NewsBite

Covid-19: How the Adelaide CBD can bounce back from the pandemic

Covid emptied out Adelaide’s CBD as office workers fled to the suburbs, students and tourists disappeared. In a post-pandemic world, how can the city recover its vibrancy?

The sandwich shop of Rino and Shirley Rendina is now boarded up. For 14 years this was their life. Six days a week, 10 hours a day. But no more. Last month they closed the shop, handed back the keys and walked away. The only thing they had left was debt.

The Rendinas don’t pretend running Daily Bread in the City Cross shopping centre in the Adelaide CBD was ever easy. But Covid rendered it impossible.

“It’s been a fairly stressful few months or year because Covid has really killed us,” Rino says.

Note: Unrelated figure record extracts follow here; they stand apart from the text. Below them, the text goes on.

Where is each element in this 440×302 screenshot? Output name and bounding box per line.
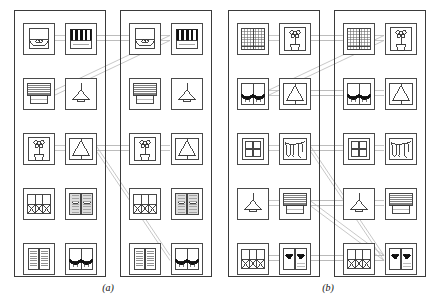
heart-shutters-icon (386, 244, 416, 274)
cell-pendant-lamp-icon[interactable] (171, 78, 203, 110)
cell-venetian-blind-slats-icon[interactable] (279, 188, 311, 220)
cell-pendant-lamp-icon[interactable] (343, 188, 375, 220)
louvered-shutters-icon (130, 244, 160, 274)
pendant-lamp-icon (238, 189, 268, 219)
cell-potted-flower-window-icon[interactable] (385, 23, 417, 55)
roman-shade-scalloped-icon (24, 24, 54, 54)
cell-draped-swag-curtain-icon[interactable] (385, 133, 417, 165)
pendant-lamp-icon (66, 79, 96, 109)
tent-awning-triangle-icon (66, 134, 96, 164)
roman-shade-scalloped-icon (130, 24, 160, 54)
venetian-blind-slats-icon (130, 79, 160, 109)
grid-sheer-curtain-icon (238, 24, 268, 54)
striped-awning-black-icon (172, 24, 202, 54)
cell-potted-flower-window-icon[interactable] (23, 133, 55, 165)
pendant-lamp-icon (344, 189, 374, 219)
cell-swag-valance-pair-icon[interactable] (171, 243, 203, 275)
caption-b: (b) (308, 282, 348, 293)
heart-shutters-icon (280, 244, 310, 274)
tent-awning-triangle-icon (280, 79, 310, 109)
cell-louvered-shutters-icon[interactable] (23, 243, 55, 275)
cell-venetian-blind-slats-icon[interactable] (23, 78, 55, 110)
cell-pendant-lamp-icon[interactable] (237, 188, 269, 220)
cell-pendant-lamp-icon[interactable] (65, 78, 97, 110)
figure-canvas: (a)(b) (0, 0, 440, 302)
textured-drapes-pair-icon (66, 189, 96, 219)
cell-textured-drapes-pair-icon[interactable] (171, 188, 203, 220)
venetian-blind-slats-icon (386, 189, 416, 219)
cell-potted-flower-window-icon[interactable] (129, 133, 161, 165)
textured-drapes-pair-icon (172, 189, 202, 219)
venetian-blind-slats-icon (280, 189, 310, 219)
cell-swag-valance-pair-icon[interactable] (343, 78, 375, 110)
cell-venetian-blind-slats-icon[interactable] (385, 188, 417, 220)
potted-flower-window-icon (24, 134, 54, 164)
panel-b-query-column (228, 10, 320, 277)
cell-textured-drapes-pair-icon[interactable] (65, 188, 97, 220)
potted-flower-window-icon (130, 134, 160, 164)
swag-valance-pair-icon (66, 244, 96, 274)
swag-valance-pair-icon (344, 79, 374, 109)
cell-heart-shutters-icon[interactable] (385, 243, 417, 275)
cell-striped-awning-black-icon[interactable] (65, 23, 97, 55)
cell-heart-shutters-icon[interactable] (279, 243, 311, 275)
cell-four-pane-window-icon[interactable] (343, 133, 375, 165)
cell-louvered-shutters-icon[interactable] (129, 243, 161, 275)
cell-grid-sheer-curtain-icon[interactable] (237, 23, 269, 55)
panel-b-result-column (334, 10, 426, 277)
tent-awning-triangle-icon (172, 134, 202, 164)
cell-lattice-cross-window-icon[interactable] (237, 243, 269, 275)
cell-venetian-blind-slats-icon[interactable] (129, 78, 161, 110)
lattice-cross-window-icon (24, 189, 54, 219)
cell-tent-awning-triangle-icon[interactable] (171, 133, 203, 165)
swag-valance-pair-icon (172, 244, 202, 274)
louvered-shutters-icon (24, 244, 54, 274)
cell-four-pane-window-icon[interactable] (237, 133, 269, 165)
cell-tent-awning-triangle-icon[interactable] (279, 78, 311, 110)
four-pane-window-icon (238, 134, 268, 164)
lattice-cross-window-icon (238, 244, 268, 274)
cell-swag-valance-pair-icon[interactable] (237, 78, 269, 110)
cell-draped-swag-curtain-icon[interactable] (279, 133, 311, 165)
cell-swag-valance-pair-icon[interactable] (65, 243, 97, 275)
four-pane-window-icon (344, 134, 374, 164)
swag-valance-pair-icon (238, 79, 268, 109)
cell-potted-flower-window-icon[interactable] (279, 23, 311, 55)
potted-flower-window-icon (280, 24, 310, 54)
caption-a: (a) (88, 282, 128, 293)
lattice-cross-window-icon (130, 189, 160, 219)
draped-swag-curtain-icon (386, 134, 416, 164)
cell-grid-sheer-curtain-icon[interactable] (343, 23, 375, 55)
cell-tent-awning-triangle-icon[interactable] (65, 133, 97, 165)
panel-a-result-column (120, 10, 212, 277)
pendant-lamp-icon (172, 79, 202, 109)
cell-lattice-cross-window-icon[interactable] (343, 243, 375, 275)
cell-roman-shade-scalloped-icon[interactable] (129, 23, 161, 55)
grid-sheer-curtain-icon (344, 24, 374, 54)
cell-lattice-cross-window-icon[interactable] (23, 188, 55, 220)
striped-awning-black-icon (66, 24, 96, 54)
cell-roman-shade-scalloped-icon[interactable] (23, 23, 55, 55)
cell-lattice-cross-window-icon[interactable] (129, 188, 161, 220)
tent-awning-triangle-icon (386, 79, 416, 109)
lattice-cross-window-icon (344, 244, 374, 274)
venetian-blind-slats-icon (24, 79, 54, 109)
draped-swag-curtain-icon (280, 134, 310, 164)
cell-striped-awning-black-icon[interactable] (171, 23, 203, 55)
cell-tent-awning-triangle-icon[interactable] (385, 78, 417, 110)
potted-flower-window-icon (386, 24, 416, 54)
panel-a-query-column (14, 10, 106, 277)
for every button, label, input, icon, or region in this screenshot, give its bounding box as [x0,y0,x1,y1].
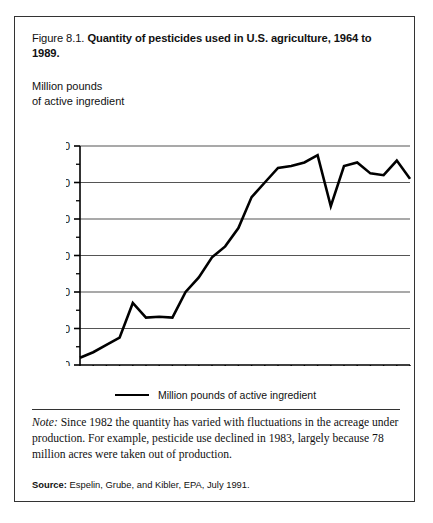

Like any small business there had been ups and downs. The early years were fruitful. They had eight staff members and sometimes 500 customers a day. But there were also struggles. Over the years, they had to sell two family homes to pay the bills and keep up with the rent. Even as sales were dropping, the rent was rising by about 4 per cent a year. But they got by.

Covid changed the equation. Revenue fell by 40 per cent from pre-pandemic levels. There were as few as 150 customers some days. By the end there was only one staff member left.

They are far from alone. In City Cross alone there are half a dozen empty shops. Each with their own tale of struggle. Across the CBD, many more small businesses have hit the wall and empty shops dot all the city’s main streets. Even more are wondering how much longer they can survive.

The problem’s easy enough to diagnose. Lockdowns. Then official directions from the state government for office workers to stay at home. No international students. No tourists from overseas or interstate.

The CBD emptied out. Even major hotel chains are considering mothballing their properties because there are no tourists or corporate visitors. And quiet streets means quiet business for the Rendinas and the rest.

Shirley and Rino Rendina have closed their business, the Daily Bread sandwhich shop in City Cross for 14 years. Picture: Brenton Edwards
Shirley and Rino Rendina have closed their business, the Daily Bread sandwhich shop in City Cross for 14 years. Picture: Brenton Edwards

The big question is what happens next for Adelaide’s cultural and business heart? Will all those workers who fled to the suburbs in fear of Covid stay there or return? Will they decide the flexibility of working from home is better than the daily trudge into the office? And those that do come back: what kind of CBD will they find? More of the same? Or is this the perfect time to re-imagine what is possible for Adelaide?

There are those who believe all those missing workers will return to the CBD. Premier Steven Marshall is optimistic office workers will again populate the city. “It’s not going to be immediate (the return),” he says. “But yes, I definitely do (believe workers will come back).”

Others are not so sure. Some agree with the premier that the future of Adelaide’s central business district remains bright, but that through necessity and invention it’s going to have to adapt and evolve to remain relevant.

Most believe the era of the Monday-to-Friday, 9-5 office worker chained to a desk is dead. That the working revolution ushered in by the necessities imposed by Covid has shown that it’s technologically feasible and possibly even desirable for many workers to work from home for at least part of the week.

Studies have been published showing working from home is more productive than the office. No office worker misses the daily commute.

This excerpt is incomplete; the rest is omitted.